Private Islands of the Rich and Famous
Legendary actor Marlon Brando never got along very well with celebrity photographers. In fact, the notoriously difficult thespian clocked "the Godfather of U.S. paparazzi culture," Ron Galella, after a taping of The Dick Cavett Show in 1973. Brando paid a $40K settlement to cover Galella's broken jaw and suffered an infected hand as the result of the incident.
Perhaps that's what drove him to seek refuge on hyper-remote Tetiaroa, a twelve-island Tahitian atoll he purchased in 1967 for $270K. Brando later constructed a rustic resort on the atoll, and once attempted to use a shipwrecked yacht's wooden hull as a bar before the irate owner salvaged the vessel. Mr. Mumbles was hardly the only A-lister to seek asylum on a private island.

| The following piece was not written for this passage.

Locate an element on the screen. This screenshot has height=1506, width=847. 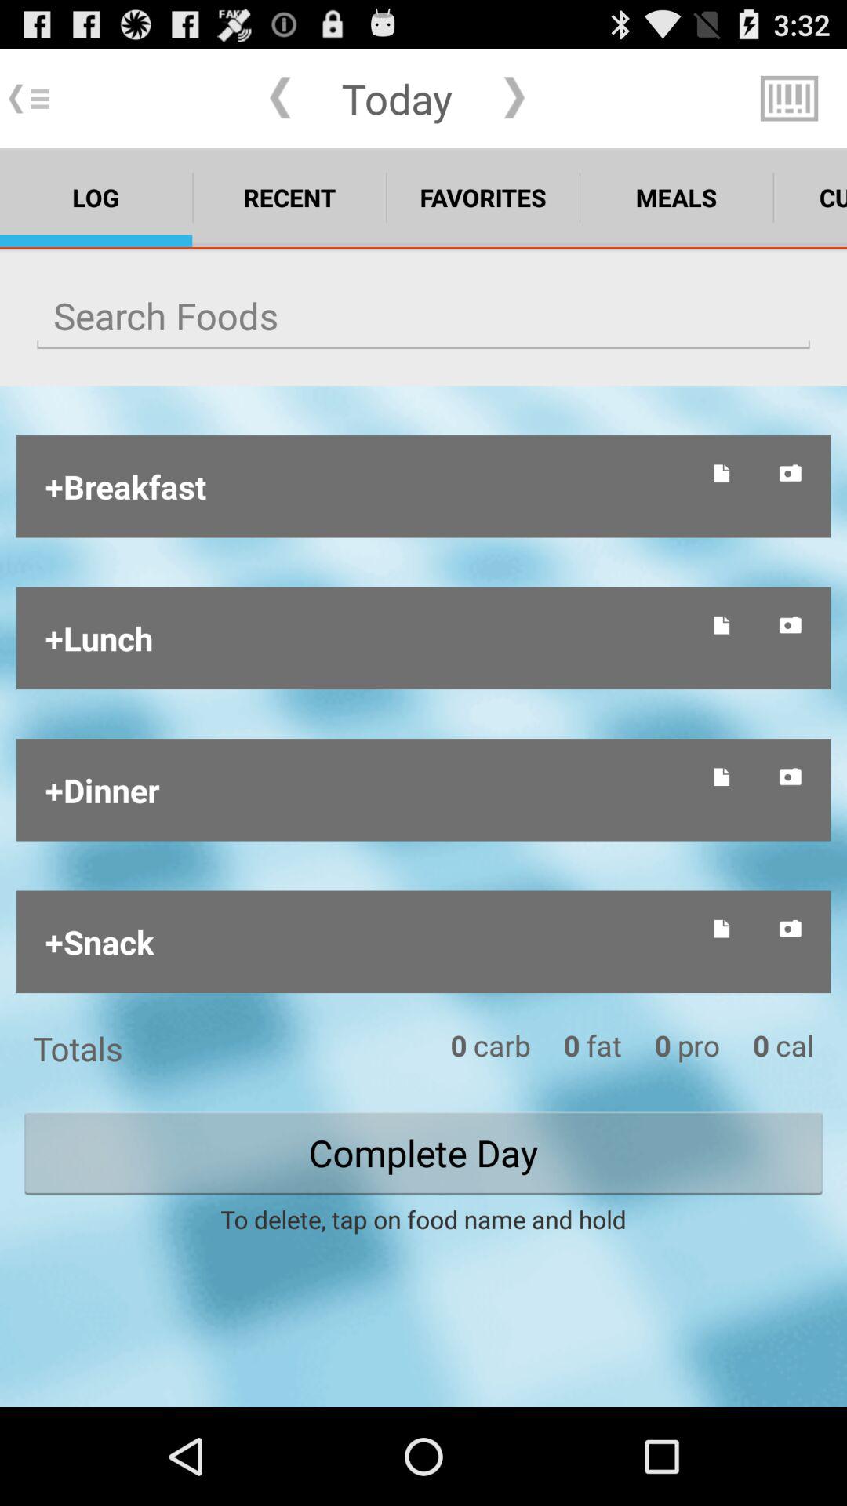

Republished with permission from Curbed.com. Authored by Rob Bear. Image via The Brando Resort
According to Vanity Fair, it was Brando who told a young Johnny Depp to slow down. So, appropriately, Depp also chose an island as his escape from the pressures of Hollywood. The Pirates star chose Little Hall's Pond Cay, a 45-acre isle in the Bahamas, as his getaway, paying $3.6M in 2004. Depp accesses the island on his classic 156-foot yacht-which, naturally, flies the Jolly Roger-and plans to power all the structures with environmentally-friendly solar power.
[Image via The Definitive Depp]
While Brando might have touted the concept to other actors, he wasn't the first famous thespian to settle on a private island. Western legend John Wayne's penchant for fishing led him to purchase a private island, known as Taborcillo, off Panama's southern coast.
He was apparently well-liked by the locals, and gave Ronald Reagan an earful after the then-Presidental candidate opposed the Panama Canal Treaties in 1978. Today, the island, now dubbed John Wayne Island, has been redeveloped by an Austrian businessman as a resort, complete with a John Wayne suite and rooms named after other Hollywood stars like Brad Pitt, Arnold Schwarzenegger, and Pam Anderson. There's no evidence that any of them (besides Wayne) ever spent a night on the island, but at least there's a Meet Joe Black poster in the Brad Pitt suite.
[Image via John Wayne Island]
Apparently celebs named John have a particular affinity for the private island. Beatle John Lennon purchased this island off the Irish coast in 1967 after reading an ad for the place in a London newspaper.
The songster paid just £1,700, the equivalent of $36K in today's dollars, and spent several years attempting to build a house on the remote isle. After a while, he turned the place over to a band of hippies who established a 25-person commune, but was reportedly planning to take up the private residence project again when he was shot dead outside the Dakota in 1980.
[Image via Dorinish]
More recently, longtime silver screen presence Gene Hackman bought, and then sold, this petite private bit of land in Washington's San Juan Islands. Adjacent to the facilities of one of the archipelago's largest members, Orcas Island, Fawn Island is only accessible by boat. After Hackman sold this place around 2008, he apparently picked up a different private island further north, in British Columbia, Canada.